Don’t Look Up is the new black-comedy disaster movie by award-winning writer and director Adam McKay. Featuring a star-studded cast, including the likes of Leonardo DiCaprio, Jennifer Lawrence, Cate Blanchett, Meryl Streep, Timothée Chalamet, and Rob Morgan (the list could go on), Don’t Look Up will have you thinking for days about the state of the world we live in and how to look after our planet.
McKay who has been on a roll, turning anti-capitalist critiques into popular Hollywood films, starting with The Big Short and following it with Vice, delivers mostly pitch-perfect satire. The movie tells the story of low-level astronomer and professor Dr. Randall Mindy (played by Leonardo DiCaprio) and Ph.D. student Kate Dibiasky (Jennifer Lawrence) who discover a huge comet is heading directly to Earth, threatening to destroy the entire planet. With the help of scientist Dr. Teddy Oglethorpe (Rob Morgan), the trio attempt to make the world aware of its impending doom, but largely go unheard, before it’s too late. With a reckless president, President Orlean (Meryl Streep), and Elon-Musk type figure Peter Isherwell (Mark Rylance) ruining all hopes of a rescue mission, the world is forced to face potential extinction.
Checkout the trailer of Don’t Look Up here:
A Donald Trump stand-in President, played by a sneering Meryl Streep, wonders if taking a firm stance on the issue could affect her chances of getting re-elected. Her Chief of Staff is her hyper-materialistic son Jason (Jonah Hill) who frequently comments on her mom’s hotness. “Keep it simple, no math”, scientist Oglethorpe (Rob Morgan) advises the astronomers about briefing the pea-brained Orleans. They initially brush off Mindy and Dibiasky’s concerns but come around when President Orlean gets involved in a sex scandal, for which she plans to fix her image by turning the comet-destroying mission into her Go-America moment.
The Orleans’ plans to destroy the comet are soon compromised by their mega-donor, tech mogul Isherwell (Mark Rylance), who tells the White House that there are $140 trillion worth of useful minerals in the comet, so it should be allowed to hit earth.
She decides to deny that there is a Mount Everest-sized rock headed her way, which inspires her legions of mostly middle-America supporters to adopt the slogan ‘don’t look up’. They go on demonstrations against Lawrence and DiCaprio’s characters—Randall Mindy and Kate Dibiasky—who must now deal with not just a useless President and an apathetic media, but also the large section of the population that is in complete denial of everything that they say. As Streep’s President Orlean declares in one scene, “You can’t go around telling people they have a 100% chance of dying.”
When the news of the comet breaks, mainstream media is more obsessed with a celebrity relationship. Politicians and businessmen scamper to strategically capitalize on the extinction-level natural phenomenon, ignoring the hoarse cries of scientists and qualified experts asking them to just…look up.

Leonardo DiCaprio’s Randall Mindy and Jennifer Lawrence’s Kate Dibiasky have diametrically opposite personalities. Still, the actors skillfully balance each other out. As Randall and Kate try to make sense of everyone’s attitude to the impending disaster, they both lose track of the bigger picture when they get caught up in the media storm. Even when McKay’s screenplay gets side-tracked with subplots, DiCaprio and Lawrence’s journeys keep the narrative grounded, courtesy of their performances. Jonah Hill is hilarious as the smarm-filled Jason Orlean, son of President Janie Orlean, featuring Meryl Streep in predictably fine form. Cate Blanchett does her best impression of a morally ambiguous talk show host as Brie Evantee. However, Mark Rylance’s compelling caricature of an eccentric billionaire in Peter Isherwell often overshadows the rest of the cast.
The film unfolds as a funny and horrifying allegory of how world leaders, corporations, and big media is dealing with global warming and its consequences. McKay and co-writer David Sirota, who is the editor-at-large at American socialist magazine Jacobin, accomplish this by giving the movie’s characters the challenge of surviving a destructive comet that will hit the Earth in six months. By expediting the process of imminent destruction that climate change is expected to bring, McKay and Sirota attempt to narrow down, predict, and comment on global reactions to cataclysmic events.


*ACTION ITEM*
Identify every line in the records below that contains the word "container", and copy each of those lines.

──────── EXERCISE DATA

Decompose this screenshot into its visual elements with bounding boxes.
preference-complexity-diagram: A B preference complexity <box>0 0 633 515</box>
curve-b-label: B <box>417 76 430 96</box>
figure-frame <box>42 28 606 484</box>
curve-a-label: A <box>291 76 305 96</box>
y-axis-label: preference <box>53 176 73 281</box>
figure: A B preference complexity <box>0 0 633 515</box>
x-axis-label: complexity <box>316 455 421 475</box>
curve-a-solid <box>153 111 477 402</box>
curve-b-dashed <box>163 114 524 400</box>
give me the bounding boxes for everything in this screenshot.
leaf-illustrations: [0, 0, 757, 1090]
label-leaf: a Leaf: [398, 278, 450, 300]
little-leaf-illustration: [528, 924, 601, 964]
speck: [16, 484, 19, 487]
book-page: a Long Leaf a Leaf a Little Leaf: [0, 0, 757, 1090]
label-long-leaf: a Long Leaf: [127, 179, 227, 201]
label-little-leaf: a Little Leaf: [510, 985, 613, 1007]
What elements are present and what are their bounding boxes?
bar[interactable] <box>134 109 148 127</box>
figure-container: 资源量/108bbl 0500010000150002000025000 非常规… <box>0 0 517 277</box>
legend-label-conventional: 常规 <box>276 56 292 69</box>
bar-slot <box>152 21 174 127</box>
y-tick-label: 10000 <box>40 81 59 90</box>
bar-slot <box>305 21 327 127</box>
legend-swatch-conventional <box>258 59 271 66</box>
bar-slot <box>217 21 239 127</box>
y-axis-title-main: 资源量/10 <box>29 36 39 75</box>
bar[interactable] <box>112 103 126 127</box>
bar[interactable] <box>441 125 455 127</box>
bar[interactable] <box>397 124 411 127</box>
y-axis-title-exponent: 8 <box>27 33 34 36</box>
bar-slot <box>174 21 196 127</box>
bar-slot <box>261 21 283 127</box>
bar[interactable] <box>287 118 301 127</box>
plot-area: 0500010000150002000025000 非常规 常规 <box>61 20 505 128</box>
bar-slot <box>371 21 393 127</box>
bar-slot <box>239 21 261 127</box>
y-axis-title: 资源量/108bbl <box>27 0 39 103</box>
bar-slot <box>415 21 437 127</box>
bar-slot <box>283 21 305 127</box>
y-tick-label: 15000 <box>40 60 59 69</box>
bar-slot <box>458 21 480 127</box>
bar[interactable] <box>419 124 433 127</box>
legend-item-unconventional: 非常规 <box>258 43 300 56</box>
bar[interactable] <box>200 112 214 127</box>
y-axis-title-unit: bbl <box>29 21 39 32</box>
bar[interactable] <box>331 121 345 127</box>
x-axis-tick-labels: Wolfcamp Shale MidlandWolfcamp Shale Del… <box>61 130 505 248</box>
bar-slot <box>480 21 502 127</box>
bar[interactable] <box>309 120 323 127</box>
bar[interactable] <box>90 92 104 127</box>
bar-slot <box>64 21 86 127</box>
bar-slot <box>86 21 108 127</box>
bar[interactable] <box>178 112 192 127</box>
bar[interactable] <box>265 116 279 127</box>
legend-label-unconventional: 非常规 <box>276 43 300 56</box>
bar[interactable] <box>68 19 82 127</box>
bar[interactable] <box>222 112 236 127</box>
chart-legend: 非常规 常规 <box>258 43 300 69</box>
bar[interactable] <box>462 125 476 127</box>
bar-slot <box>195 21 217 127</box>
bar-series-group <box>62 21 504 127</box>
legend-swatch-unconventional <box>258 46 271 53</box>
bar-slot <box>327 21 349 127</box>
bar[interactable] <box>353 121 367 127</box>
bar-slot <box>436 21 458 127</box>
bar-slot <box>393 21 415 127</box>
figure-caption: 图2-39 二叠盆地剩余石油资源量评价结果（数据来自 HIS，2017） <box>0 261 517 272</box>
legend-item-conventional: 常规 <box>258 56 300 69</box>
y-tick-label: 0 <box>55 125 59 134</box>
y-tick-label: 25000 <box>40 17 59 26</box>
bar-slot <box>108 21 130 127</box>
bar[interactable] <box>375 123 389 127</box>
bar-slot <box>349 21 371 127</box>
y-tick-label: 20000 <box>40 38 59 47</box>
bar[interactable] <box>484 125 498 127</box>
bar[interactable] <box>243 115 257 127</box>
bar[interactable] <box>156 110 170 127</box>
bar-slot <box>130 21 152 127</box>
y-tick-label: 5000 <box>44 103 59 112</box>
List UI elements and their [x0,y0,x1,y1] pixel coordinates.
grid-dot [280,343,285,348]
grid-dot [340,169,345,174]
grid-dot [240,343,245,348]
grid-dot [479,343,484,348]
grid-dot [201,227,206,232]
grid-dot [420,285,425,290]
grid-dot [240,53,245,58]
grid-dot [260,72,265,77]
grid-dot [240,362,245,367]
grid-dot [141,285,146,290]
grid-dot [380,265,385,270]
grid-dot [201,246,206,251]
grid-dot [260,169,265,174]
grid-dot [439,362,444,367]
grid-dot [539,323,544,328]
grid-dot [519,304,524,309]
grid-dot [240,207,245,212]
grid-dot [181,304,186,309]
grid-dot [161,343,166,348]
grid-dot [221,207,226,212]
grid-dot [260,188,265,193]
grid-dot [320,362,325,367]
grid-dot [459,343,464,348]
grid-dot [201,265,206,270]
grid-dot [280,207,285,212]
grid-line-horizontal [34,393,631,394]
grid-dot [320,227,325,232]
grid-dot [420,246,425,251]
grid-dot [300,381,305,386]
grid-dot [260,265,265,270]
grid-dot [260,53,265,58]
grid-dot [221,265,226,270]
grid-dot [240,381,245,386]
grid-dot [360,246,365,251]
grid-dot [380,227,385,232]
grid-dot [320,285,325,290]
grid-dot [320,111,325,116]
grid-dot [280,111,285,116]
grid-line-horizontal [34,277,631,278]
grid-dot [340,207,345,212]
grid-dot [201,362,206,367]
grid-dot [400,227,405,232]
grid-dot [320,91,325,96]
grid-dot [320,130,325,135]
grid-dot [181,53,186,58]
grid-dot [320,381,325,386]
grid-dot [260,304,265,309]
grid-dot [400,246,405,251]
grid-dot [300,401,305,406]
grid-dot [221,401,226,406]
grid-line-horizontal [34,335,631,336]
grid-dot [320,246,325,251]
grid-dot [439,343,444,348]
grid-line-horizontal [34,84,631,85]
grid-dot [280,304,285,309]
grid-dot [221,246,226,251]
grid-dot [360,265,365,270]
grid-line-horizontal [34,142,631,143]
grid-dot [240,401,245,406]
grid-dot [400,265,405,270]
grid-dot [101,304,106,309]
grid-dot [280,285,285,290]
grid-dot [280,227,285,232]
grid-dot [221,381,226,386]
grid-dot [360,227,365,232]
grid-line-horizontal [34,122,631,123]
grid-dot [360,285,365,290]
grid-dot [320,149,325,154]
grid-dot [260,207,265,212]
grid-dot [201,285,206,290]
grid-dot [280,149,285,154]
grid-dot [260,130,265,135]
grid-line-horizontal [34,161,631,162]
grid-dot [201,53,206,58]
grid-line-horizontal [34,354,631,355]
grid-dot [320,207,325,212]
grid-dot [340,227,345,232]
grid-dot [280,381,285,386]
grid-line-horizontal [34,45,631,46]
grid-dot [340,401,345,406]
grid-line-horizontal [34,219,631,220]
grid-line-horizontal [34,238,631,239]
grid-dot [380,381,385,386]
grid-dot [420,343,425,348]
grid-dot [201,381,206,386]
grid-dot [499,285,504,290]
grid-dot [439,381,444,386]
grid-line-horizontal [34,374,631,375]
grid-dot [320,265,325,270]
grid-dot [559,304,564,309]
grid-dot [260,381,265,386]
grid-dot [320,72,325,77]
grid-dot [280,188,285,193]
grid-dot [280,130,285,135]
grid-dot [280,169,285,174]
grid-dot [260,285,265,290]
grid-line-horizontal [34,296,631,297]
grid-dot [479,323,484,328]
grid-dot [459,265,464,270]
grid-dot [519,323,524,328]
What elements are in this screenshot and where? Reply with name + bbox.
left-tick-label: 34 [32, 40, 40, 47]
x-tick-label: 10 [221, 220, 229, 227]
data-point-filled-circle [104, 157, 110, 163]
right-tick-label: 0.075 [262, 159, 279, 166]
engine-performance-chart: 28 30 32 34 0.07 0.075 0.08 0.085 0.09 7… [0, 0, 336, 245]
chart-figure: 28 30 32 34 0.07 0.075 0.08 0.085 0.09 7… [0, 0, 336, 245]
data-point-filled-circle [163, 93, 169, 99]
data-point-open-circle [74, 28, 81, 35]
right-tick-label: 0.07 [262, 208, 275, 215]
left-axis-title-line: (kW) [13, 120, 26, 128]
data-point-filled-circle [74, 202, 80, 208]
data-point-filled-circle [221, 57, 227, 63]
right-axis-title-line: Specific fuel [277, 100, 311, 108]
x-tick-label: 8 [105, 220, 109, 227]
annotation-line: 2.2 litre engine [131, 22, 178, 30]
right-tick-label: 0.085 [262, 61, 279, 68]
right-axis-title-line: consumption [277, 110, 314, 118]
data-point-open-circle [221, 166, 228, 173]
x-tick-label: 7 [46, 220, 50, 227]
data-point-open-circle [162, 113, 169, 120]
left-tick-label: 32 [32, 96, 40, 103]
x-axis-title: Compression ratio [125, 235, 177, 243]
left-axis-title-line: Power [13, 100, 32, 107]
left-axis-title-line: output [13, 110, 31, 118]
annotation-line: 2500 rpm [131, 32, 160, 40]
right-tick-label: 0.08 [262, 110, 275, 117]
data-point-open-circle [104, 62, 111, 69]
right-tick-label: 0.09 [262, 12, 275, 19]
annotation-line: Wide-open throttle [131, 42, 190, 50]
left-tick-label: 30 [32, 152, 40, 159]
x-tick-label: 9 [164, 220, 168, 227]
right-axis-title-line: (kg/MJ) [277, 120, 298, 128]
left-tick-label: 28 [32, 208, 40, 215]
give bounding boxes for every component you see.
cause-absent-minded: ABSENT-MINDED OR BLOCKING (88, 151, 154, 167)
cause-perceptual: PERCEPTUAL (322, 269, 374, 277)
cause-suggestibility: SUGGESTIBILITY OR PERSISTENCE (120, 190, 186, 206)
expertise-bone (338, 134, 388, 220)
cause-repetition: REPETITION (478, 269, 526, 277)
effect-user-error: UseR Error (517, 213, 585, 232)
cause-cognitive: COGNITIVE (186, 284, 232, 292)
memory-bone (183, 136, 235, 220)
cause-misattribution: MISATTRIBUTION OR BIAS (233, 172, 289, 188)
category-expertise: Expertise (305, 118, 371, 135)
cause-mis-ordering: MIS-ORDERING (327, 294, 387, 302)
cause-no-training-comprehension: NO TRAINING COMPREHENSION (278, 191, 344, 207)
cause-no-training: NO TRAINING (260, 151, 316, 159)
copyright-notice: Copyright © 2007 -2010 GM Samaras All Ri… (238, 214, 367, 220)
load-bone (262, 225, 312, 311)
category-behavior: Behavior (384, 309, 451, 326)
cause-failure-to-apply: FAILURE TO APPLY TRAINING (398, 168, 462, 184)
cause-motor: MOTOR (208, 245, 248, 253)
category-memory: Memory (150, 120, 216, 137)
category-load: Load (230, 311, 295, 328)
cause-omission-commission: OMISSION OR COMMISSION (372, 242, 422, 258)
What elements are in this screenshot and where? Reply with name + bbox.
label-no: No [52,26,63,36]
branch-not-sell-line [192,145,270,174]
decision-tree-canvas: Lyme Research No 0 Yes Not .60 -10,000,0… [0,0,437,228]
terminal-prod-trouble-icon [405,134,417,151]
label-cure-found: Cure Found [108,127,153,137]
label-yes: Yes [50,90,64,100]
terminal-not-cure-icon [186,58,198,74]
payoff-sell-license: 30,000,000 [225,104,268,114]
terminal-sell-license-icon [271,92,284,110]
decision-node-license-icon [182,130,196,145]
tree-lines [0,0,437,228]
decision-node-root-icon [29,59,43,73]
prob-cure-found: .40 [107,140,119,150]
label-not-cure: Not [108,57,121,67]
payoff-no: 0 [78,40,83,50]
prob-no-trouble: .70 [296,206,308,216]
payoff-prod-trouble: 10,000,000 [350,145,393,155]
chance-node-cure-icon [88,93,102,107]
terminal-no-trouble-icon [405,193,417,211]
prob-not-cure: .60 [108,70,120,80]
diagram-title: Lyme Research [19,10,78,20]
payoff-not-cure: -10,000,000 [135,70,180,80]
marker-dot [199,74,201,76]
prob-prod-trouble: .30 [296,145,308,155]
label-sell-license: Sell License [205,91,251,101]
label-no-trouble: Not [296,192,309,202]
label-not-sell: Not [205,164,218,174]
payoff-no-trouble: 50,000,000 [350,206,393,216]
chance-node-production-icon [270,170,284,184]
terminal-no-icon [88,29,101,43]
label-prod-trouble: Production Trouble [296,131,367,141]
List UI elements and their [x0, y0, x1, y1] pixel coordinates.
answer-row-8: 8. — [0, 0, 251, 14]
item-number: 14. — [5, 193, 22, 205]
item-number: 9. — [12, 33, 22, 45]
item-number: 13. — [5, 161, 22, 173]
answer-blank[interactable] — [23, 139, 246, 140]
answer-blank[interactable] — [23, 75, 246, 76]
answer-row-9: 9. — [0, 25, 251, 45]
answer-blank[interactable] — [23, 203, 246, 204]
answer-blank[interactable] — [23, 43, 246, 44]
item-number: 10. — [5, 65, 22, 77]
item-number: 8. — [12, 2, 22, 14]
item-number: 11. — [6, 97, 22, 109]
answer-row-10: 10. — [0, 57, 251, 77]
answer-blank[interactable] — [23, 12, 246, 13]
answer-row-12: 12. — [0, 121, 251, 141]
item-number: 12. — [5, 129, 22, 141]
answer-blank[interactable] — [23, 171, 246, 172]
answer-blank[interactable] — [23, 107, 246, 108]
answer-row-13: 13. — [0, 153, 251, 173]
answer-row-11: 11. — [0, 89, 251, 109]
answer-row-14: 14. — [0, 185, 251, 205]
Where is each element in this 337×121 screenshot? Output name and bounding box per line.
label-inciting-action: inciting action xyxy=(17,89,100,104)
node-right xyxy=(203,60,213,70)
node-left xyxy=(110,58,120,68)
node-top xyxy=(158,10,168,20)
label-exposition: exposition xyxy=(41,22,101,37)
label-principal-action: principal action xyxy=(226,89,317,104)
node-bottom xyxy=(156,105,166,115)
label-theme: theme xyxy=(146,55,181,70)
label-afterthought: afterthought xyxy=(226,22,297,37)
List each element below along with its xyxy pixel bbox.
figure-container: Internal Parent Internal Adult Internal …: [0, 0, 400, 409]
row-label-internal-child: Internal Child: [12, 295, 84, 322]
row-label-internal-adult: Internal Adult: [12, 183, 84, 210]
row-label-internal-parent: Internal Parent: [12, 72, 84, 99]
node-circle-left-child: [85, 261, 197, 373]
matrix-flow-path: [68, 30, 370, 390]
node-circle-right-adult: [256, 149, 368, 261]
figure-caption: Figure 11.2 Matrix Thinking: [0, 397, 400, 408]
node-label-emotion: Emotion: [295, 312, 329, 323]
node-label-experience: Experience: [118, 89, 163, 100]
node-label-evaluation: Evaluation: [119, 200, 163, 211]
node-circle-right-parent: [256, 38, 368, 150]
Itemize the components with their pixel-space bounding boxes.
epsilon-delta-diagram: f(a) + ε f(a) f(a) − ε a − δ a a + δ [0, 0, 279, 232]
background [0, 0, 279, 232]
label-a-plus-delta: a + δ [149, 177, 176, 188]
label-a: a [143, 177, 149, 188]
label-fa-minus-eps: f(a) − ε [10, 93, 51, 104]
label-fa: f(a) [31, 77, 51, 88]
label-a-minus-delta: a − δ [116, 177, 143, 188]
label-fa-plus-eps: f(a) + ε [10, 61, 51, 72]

────────────────

*YOUR RESPONSE*
figure-container: 资源量/108bbl 0500010000150002000025000 非常规… <box>0 0 517 277</box>
figure-container: Internal Parent Internal Adult Internal …: [0, 0, 400, 409]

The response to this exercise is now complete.